RCSEd Concerns over UK Government Potential Removal of Information on Number of Medical and Healthcare Professionals to be Trained over Next Decade

Published: 9 March 2023

It is well accepted that most clinical mistakes in dentistry and surgery are due to human error. It is often not the technical ability that lets the clinician down, but the non-technical skills needed for situation awareness, decision making, teamworking, communication and task management.

How can learning about these skills improve performance? Can you recognise and manage stress when working? How can good non-technical skills optimise good clinical outcomes and patient safety?

Elevate the effectiveness of your dental team and dental trainees by teaching them the non-technical cognitive and social skills that underpin individual and team performance. Learn how assessing non-technical skills can support and develop the ability to deliver best practice and safe patient care.

  • Learn from DeNTS how better non-technical skills can deliver safer patient care
  • Elevate your team by training them in non-technical skills
  • Improve the non-technical skills of your dental trainees using DeNTS
  • Struggling with stress when working? See how improving your non-technical skills can help
  • Are you teaching your trainees about the non-technical skills that can improve their clinical practice?
  • Find out how good non-clinical skills improve patient safety
  • Can you operate more safely in your clinical practice?
  • Can you afford not to know about the impact of non-technical skills as a dentist?
  • Are you taking any risks if you ignore or don’t understand non-technical skills?

Find out more in our DeNTS brochure at the bottom of this page! 

"I was never taught about the relevance of good non-technical skills for delivering better clinical outcomes and safer patient care. Understanding how situation awareness, decision making, communication, task management, teamworking and managing stress can impact on clinical performance transforms how you work. DeNTS allows dentists and trainees to reflect upon and develop their non-technical skills in a safe environment." - Dr Sarah Manton, FDT Director

In light of the below, the Royal College of Surgeons of Edinburgh has issued a statement regarding its concerns:

We are concerned over reports that the UK Government is looking at removing information on the number of medical and healthcare professionals it plans to train over the next decade. Given the high number of NHS staff vacancies and unprecedented demand on services, we urgently need a funded workforce plan with numbers.

There is currently no official public data on the number of healthcare staff needed to meet that demand, now or into the future. Without credible up to date numbers, the system cannot plan.

Whilst we share the Health and Care Committee’s view that workforce planning should be overseen by an independent body, a national assessment of the healthcare staff numbers is urgently needed now to ensure the NHS can meet its current and future demand. This should then be backed by a robust commitment to provide the necessary funding.

Workforce is the biggest challenge facing the NHS, so such a commitment will go some way in putting an under-resourced and over-stretched NHS workforce back on a more sustainable footing.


Exercise:
Which lines in the records below contain the word "icon"? Copy each one.

*** Opening of Input data ***

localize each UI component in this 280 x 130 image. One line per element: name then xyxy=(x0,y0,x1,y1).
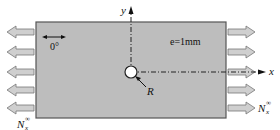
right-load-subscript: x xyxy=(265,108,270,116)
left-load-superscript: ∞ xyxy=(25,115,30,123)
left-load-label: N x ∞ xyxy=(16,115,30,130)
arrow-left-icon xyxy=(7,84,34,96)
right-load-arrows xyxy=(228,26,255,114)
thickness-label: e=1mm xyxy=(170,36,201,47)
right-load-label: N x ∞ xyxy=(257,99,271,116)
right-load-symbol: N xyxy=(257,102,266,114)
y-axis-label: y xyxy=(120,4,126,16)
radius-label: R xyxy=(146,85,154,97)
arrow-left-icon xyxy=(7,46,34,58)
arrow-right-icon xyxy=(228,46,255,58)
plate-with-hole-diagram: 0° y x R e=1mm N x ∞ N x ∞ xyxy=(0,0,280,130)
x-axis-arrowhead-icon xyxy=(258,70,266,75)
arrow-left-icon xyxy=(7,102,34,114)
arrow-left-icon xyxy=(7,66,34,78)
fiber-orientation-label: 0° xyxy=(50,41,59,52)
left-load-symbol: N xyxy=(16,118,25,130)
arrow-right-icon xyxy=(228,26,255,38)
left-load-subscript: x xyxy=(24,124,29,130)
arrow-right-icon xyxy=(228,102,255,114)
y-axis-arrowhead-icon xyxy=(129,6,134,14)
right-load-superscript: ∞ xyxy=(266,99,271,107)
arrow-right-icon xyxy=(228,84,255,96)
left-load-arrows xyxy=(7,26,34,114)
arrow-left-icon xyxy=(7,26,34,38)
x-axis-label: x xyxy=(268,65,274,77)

*** Close of Input data ***
*** Opening of Input data ***

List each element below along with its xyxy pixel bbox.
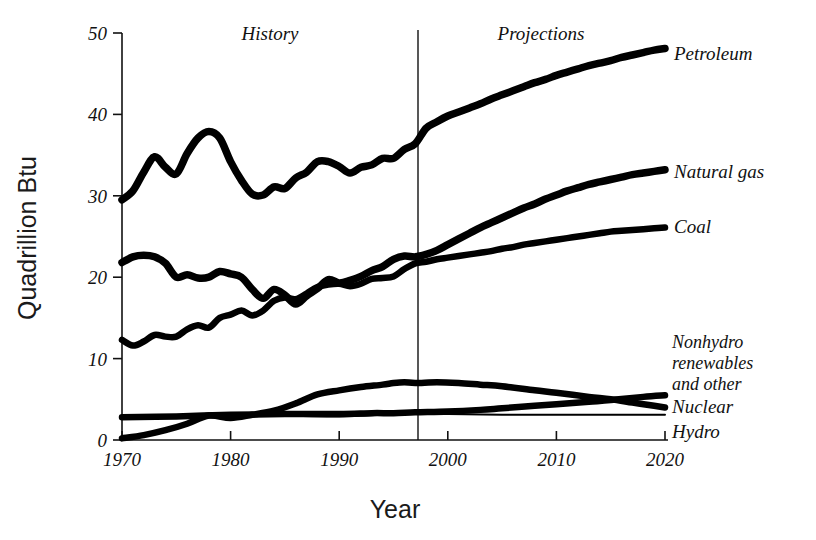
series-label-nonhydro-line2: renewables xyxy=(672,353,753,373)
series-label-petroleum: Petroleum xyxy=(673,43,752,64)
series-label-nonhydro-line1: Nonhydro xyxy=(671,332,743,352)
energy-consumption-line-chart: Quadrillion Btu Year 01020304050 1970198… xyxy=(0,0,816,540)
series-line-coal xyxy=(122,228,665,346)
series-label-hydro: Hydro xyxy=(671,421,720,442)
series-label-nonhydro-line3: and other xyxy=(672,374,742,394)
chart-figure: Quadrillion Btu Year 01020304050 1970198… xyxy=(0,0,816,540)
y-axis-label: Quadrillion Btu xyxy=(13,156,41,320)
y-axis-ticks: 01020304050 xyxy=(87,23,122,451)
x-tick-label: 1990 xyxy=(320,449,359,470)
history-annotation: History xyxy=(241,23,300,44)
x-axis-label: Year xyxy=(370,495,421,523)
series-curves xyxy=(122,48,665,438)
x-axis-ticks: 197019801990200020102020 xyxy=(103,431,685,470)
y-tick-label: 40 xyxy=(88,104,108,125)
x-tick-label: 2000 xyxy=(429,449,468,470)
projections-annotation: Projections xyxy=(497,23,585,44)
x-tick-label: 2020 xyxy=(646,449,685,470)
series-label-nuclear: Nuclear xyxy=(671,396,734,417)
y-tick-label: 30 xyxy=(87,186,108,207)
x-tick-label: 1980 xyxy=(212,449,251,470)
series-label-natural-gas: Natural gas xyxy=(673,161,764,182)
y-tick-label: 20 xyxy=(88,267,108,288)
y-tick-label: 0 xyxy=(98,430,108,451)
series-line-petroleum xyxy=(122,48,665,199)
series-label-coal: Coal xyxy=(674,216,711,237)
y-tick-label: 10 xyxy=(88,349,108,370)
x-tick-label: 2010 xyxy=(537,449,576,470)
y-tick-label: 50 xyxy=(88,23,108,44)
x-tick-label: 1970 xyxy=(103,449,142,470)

*** Close of Input data ***
*** Opening of Input data ***

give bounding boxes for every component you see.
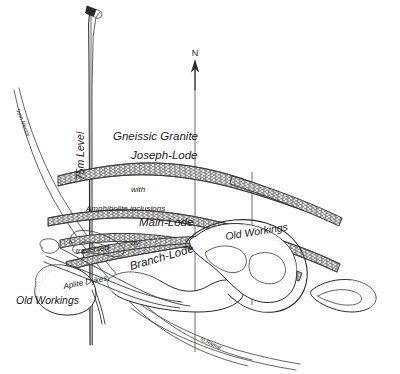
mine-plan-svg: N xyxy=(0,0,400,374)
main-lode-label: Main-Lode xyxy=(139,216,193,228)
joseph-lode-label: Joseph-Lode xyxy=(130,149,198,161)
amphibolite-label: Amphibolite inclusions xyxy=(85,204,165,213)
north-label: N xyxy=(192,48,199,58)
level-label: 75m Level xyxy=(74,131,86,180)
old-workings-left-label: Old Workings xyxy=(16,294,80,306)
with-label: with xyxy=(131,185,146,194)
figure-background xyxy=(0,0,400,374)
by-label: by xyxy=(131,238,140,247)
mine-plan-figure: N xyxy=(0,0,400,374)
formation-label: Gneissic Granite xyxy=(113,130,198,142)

*** Close of Input data ***

Task response:
arrow-left-icon xyxy=(7,84,34,96)
arrow-left-icon xyxy=(7,46,34,58)
arrow-right-icon xyxy=(228,46,255,58)
x-axis-arrowhead-icon xyxy=(258,70,266,75)
arrow-left-icon xyxy=(7,102,34,114)
arrow-left-icon xyxy=(7,66,34,78)
arrow-right-icon xyxy=(228,26,255,38)
arrow-right-icon xyxy=(228,102,255,114)
y-axis-arrowhead-icon xyxy=(129,6,134,14)
arrow-right-icon xyxy=(228,84,255,96)
arrow-left-icon xyxy=(7,26,34,38)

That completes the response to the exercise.